Deadly Airstrikes In Syria Hit Hospital Tied To Doctors Without Borders

The deadly bombing is just the latest to hit a hospital supported by the aid group in Syria.
A photo released by Doctors Without Borders shows the hospital after the airstrikes on Friday.
A photo released by Doctors Without Borders shows the hospital after the airstrikes on Friday.
Médecins Sans Frontières

Three died and six were wounded Friday when airstrikes in southern Syria hit a hospital supported by the international aid group Doctors Without Borders, the organization said Tuesday.

A nurse was among those wounded at the field hospital in Tafas, a town roughly 10 miles from the Jordanian border. The nighttime raid partially damaged the hospital building and took the "heavily used" ambulance service entirely out of commission, the group said.

“I was on my way to the hospital to help admit people who had been injured by the airstrikes,” an unnamed hospital staffer told Doctors Without Borders (also known as Médecins Sans Frontières) in a statement. The hospital worker was injured upon reaching the building.

"It all happened very quickly. I saw what looked like an explosion and then a flash of light, and then I lost consciousness for five minutes," the staffer said. "My colleagues saw me lying on the ground, bleeding, and rushed me inside. I was injured in both my arm and leg by shrapnel.”

The organization did not immediately say who was behind the bombings.

Friday's tragedy is just the latest to befall the organization. Doctors Without Borders staff and hospital workers have been killed and injured in airstrikes over the past few months in countries including Afghanistan, Yemen and Syria.

In December, a Doctors Without Borders-supported hospital in the western Syrian city of Homs was hit by what the group believes was the Syrian air force.

Two months earlier, an hour-long airstrike by U.S.-led coalition forces bombed an Afghan hospital and left 23 people dead, including three children.

Doctors Without Borders has spoken out against what it calls "indiscriminate bombings" amid Syria's protracted civil war. Less than two months into the year, 13 Syrian health care facilities have already been struck, the group said.

Last month, Vickie Hawkins, the executive director of Doctors Without Borders' U.K. group, penned an op-ed declaring such hospital bombings in the area cannot become "the new normal."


**Work item**
Pictures must be dropped from the copy of the entries below; all else is returned exactly.

**Input**
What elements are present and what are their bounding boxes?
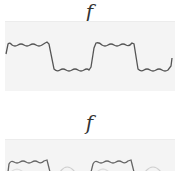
bottom-square-wave	[5, 140, 175, 171]
top-plot-panel	[5, 21, 175, 91]
top-square-wave	[5, 22, 175, 91]
top-label: f	[0, 2, 179, 22]
bottom-plot-panel	[5, 139, 175, 171]
bottom-label: f	[0, 113, 179, 133]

**Worked solution**
What elements are present and what are their bounding boxes?
bottom-square-wave	[5, 140, 175, 171]
top-plot-panel	[5, 21, 175, 91]
top-square-wave	[5, 22, 175, 91]
top-label: f	[0, 2, 179, 22]
bottom-plot-panel	[5, 139, 175, 171]
bottom-label: f	[0, 113, 179, 133]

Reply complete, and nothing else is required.